PacifiCare, for example, denied a special procedure for
treatment of bone cancer for Nick Colombo, a 17-year-old teen
from Placentia, Calif. Again, after protests organized by Nick's
family and friends, CNA/NNOC, and netroots activists, PacifiCare
reversed its decision. But like Nataline Sarkisyan, the delay
resulted in critical time lost, and Nick ultimately died. "This
was his last effort and the procedure had worked before with
people in Nick's situation," said his older brother Ricky.

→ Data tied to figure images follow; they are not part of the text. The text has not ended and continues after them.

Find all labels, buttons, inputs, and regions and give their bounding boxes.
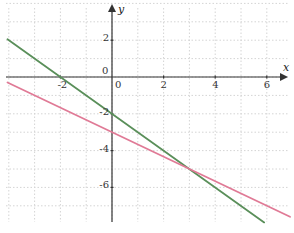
series-line: [8, 39, 265, 222]
chart-container: -2024620-2-4-6xy: [0, 0, 294, 233]
y-tick-label: 2: [103, 32, 109, 43]
y-tick-label: -2: [99, 106, 109, 117]
x-tick-label: 4: [212, 79, 218, 90]
y-axis-label: y: [117, 3, 125, 16]
series-line: [8, 83, 291, 217]
y-tick-label: -6: [99, 179, 109, 190]
y-tick-label: -4: [99, 143, 109, 154]
x-tick-label: 0: [115, 79, 121, 90]
series: [8, 39, 291, 222]
y-tick-label: 0: [102, 65, 108, 76]
line-chart: -2024620-2-4-6xy: [0, 0, 294, 233]
axes: [6, 4, 288, 222]
y-axis-arrow-icon: [108, 4, 116, 12]
x-tick-label: 2: [161, 79, 167, 90]
x-tick-label: -2: [57, 79, 67, 90]
x-axis-label: x: [283, 61, 290, 74]
x-axis-arrow-icon: [280, 73, 288, 81]
grid: [6, 3, 288, 222]
x-tick-label: 6: [264, 79, 270, 90]
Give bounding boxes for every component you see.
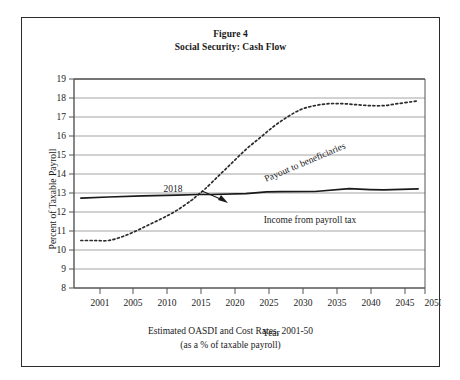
y-tick-label: 17 <box>57 112 67 122</box>
figure-caption-line2: (as a % of taxable payroll) <box>22 338 439 352</box>
y-tick-label: 8 <box>61 283 66 293</box>
figure-caption-line1: Estimated OASDI and Cost Rates, 2001-50 <box>22 324 439 338</box>
x-tick-label: 2001 <box>91 298 110 308</box>
y-tick-label: 18 <box>57 93 67 103</box>
x-tick-label: 2010 <box>158 298 177 308</box>
x-tick-label: 2040 <box>362 298 381 308</box>
x-tick-label: 2005 <box>124 298 143 308</box>
y-tick-label: 10 <box>57 245 67 255</box>
x-tick-label: 2030 <box>294 298 313 308</box>
y-tick-label: 12 <box>57 207 67 217</box>
x-tick-label: 2050 <box>425 298 442 308</box>
x-tick-label: 2045 <box>396 298 415 308</box>
x-tick-labels: 2001 2005 2010 2015 2020 2025 2030 2035 … <box>91 298 442 308</box>
gridlines-horizontal <box>74 79 425 269</box>
plot-axes <box>74 79 425 288</box>
figure-caption: Estimated OASDI and Cost Rates, 2001-50 … <box>22 324 439 352</box>
x-tick-label: 2025 <box>260 298 279 308</box>
x-tick-label: 2020 <box>226 298 245 308</box>
y-tick-label: 13 <box>57 188 67 198</box>
y-tick-label: 19 <box>57 74 67 84</box>
figure-frame: Figure 4 Social Security: Cash Flow Perc… <box>21 17 440 367</box>
y-tick-labels: 19 18 17 16 15 14 13 12 11 10 9 8 <box>57 74 67 293</box>
series-label-payout-to-beneficiaries: Payout to beneficiaries <box>263 141 347 184</box>
y-tick-label: 16 <box>57 131 67 141</box>
x-tick-marks <box>100 288 425 294</box>
y-tick-marks <box>69 79 74 288</box>
y-tick-label: 14 <box>57 169 67 179</box>
annotation-2018-label: 2018 <box>164 184 183 194</box>
y-tick-label: 11 <box>57 226 66 236</box>
series-line-payout-to-beneficiaries <box>81 101 418 241</box>
series-label-income-from-payroll-tax: Income from payroll tax <box>264 215 357 225</box>
x-tick-label: 2015 <box>192 298 211 308</box>
cash-flow-line-chart: 19 18 17 16 15 14 13 12 11 10 9 8 <box>22 18 441 368</box>
y-tick-label: 15 <box>57 150 67 160</box>
x-tick-label: 2035 <box>328 298 347 308</box>
y-tick-label: 9 <box>61 264 66 274</box>
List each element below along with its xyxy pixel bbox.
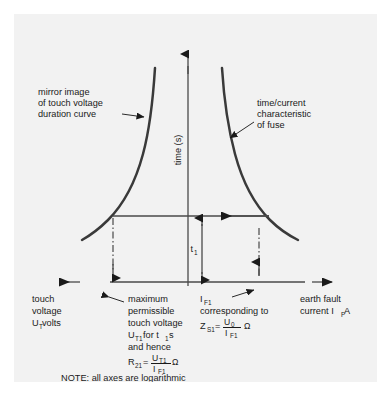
svg-text:A: A	[344, 306, 351, 316]
svg-text:and hence: and hence	[128, 342, 171, 352]
svg-text:1: 1	[194, 249, 198, 256]
svg-text:characteristic: characteristic	[257, 109, 312, 119]
ut1-for-t1s-line: U T1 for t 1 s	[128, 330, 174, 342]
svg-text:time/current: time/current	[257, 98, 306, 108]
t1-label: t 1	[190, 244, 198, 256]
svg-text:T1: T1	[159, 357, 167, 364]
svg-text:of fuse: of fuse	[257, 120, 285, 130]
svg-text:U: U	[152, 353, 158, 363]
svg-text:R: R	[128, 357, 135, 367]
svg-text:Ω: Ω	[244, 321, 251, 331]
if1-symbol: I F1	[200, 294, 212, 306]
svg-text:for t: for t	[143, 330, 159, 340]
touch-voltage-duration-curve	[82, 68, 155, 240]
svg-text:volts: volts	[42, 318, 61, 328]
max-permissible-leader	[109, 297, 124, 302]
if1-leader	[232, 290, 254, 297]
figure-panel: time (s) t 1 mirror image of touch volta…	[14, 14, 377, 382]
left-curve-leader	[122, 114, 144, 117]
right-curve-annotation: time/current characteristic of fuse	[257, 98, 312, 130]
svg-text:Z: Z	[200, 321, 206, 331]
fuse-time-current-curve	[222, 68, 298, 240]
touch-voltage-symbol: U	[32, 318, 39, 328]
svg-text:touch voltage: touch voltage	[128, 318, 183, 328]
svg-text:=: =	[143, 357, 148, 367]
svg-text:touch: touch	[32, 294, 54, 304]
svg-text:U: U	[128, 330, 135, 340]
zs1-formula: Z S1 = U 0 I F1 Ω	[200, 317, 251, 339]
svg-text:mirror image: mirror image	[38, 87, 90, 97]
svg-text:duration curve: duration curve	[38, 109, 96, 119]
svg-text:voltage: voltage	[32, 306, 62, 316]
svg-text:of touch voltage: of touch voltage	[38, 98, 103, 108]
diagram-canvas: time (s) t 1 mirror image of touch volta…	[14, 14, 377, 382]
svg-text:maximum: maximum	[128, 294, 168, 304]
svg-text:Ω: Ω	[172, 357, 179, 367]
max-permissible-block: maximum permissible touch voltage U T1 f…	[128, 294, 183, 375]
svg-text:=: =	[215, 321, 220, 331]
svg-text:t: t	[190, 244, 193, 254]
right-curve-leader	[230, 122, 254, 138]
svg-text:T1: T1	[135, 335, 143, 342]
svg-text:permissible: permissible	[128, 306, 174, 316]
touch-voltage-axis-label: touch voltage U T volts	[32, 294, 62, 330]
svg-text:21: 21	[135, 362, 143, 369]
svg-text:earth fault: earth fault	[300, 294, 341, 304]
svg-text:0: 0	[231, 321, 235, 328]
svg-text:current I: current I	[300, 306, 334, 316]
svg-text:F1: F1	[204, 299, 212, 306]
if1-block: I F1 corresponding to Z S1 = U 0 I F1 Ω	[200, 294, 268, 339]
svg-text:I: I	[200, 294, 203, 304]
svg-text:U: U	[224, 317, 230, 327]
svg-text:F1: F1	[230, 332, 238, 339]
logarithmic-axes-note: NOTE: all axes are logarithmic	[61, 373, 186, 382]
left-curve-annotation: mirror image of touch voltage duration c…	[38, 87, 103, 119]
svg-text:s: s	[169, 330, 174, 340]
r21-formula: R 21 = U T1 I F1 Ω	[128, 353, 179, 375]
svg-text:corresponding to: corresponding to	[200, 306, 268, 316]
svg-text:I: I	[225, 328, 227, 338]
earth-fault-axis-label: earth fault current I F A	[300, 294, 351, 318]
time-axis-label: time (s)	[173, 135, 183, 166]
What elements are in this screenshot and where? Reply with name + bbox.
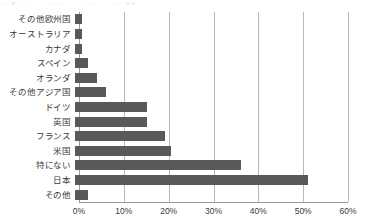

California Blues rejected 28 percent of claims in the first
half of 2009. In 2008, six days before RN Kim Kutcher of Dana
Point, Calif., was scheduled to have special back surgery, Blue
Cross denied authorization for the procedure as
"investigational" even though the lumbar artificial disc she was
to receive had FDA approval.

At the time of denial, which she calls "insurance hell,"
Kutcher notes she had "already gone through pre-op testing,
donated a unit of blood, had appointments with four physicians."
Kutcher paid $60,000 out of pocket for the operation and is
still fighting Blue Cross.

Kaiser Permanente, which denied 28 percent of all claims in
the first half of 2009, was one of two systems to reject options
for radiation and chemotherapy for 57-year-old Bob Scott of
Sacramento after his diagnosis of a brain tumor in 2005. The
reason cited was his age, says wife Cheryl Scott, RN. "He had
been in perfect health all of his life. This was his first
problem other than a sprained ankle. He died six months
later."

Rejection of care is a very lucrative business for the
insurance giants. The top 18 insurance giants racked up $15.9
billion in profits last year.

"The routine denial of care by private insurers is like the
elephant in the room no one in the present national healthcare
debate seems to want to talk about," Burger said. "Nothing in
any of the major bills advancing in the Senate or House or
proposed by the administration would challenge this practice."

"The United States remains the only country in the
industrialized world where human lives are sacrificed for
private profit, a national disgrace that seems on the verge of
perpetuation," she said.

CNA/NNOC supports an alternative approach, expanding Medicare
to cover all Americans, which would give the U.S. a national
system similar to what exists in other nations. Data released in
late August by the Organization for Economic Co-operation and
Development, which tracks developed nations, found that among 30
industrial nations, the U.S. ranks last in life expectancy at
birth for men, and 24th for women.

National Nurses United, with close to 185,000 members in every state, is the largest union and professional association of registered nurses in US history.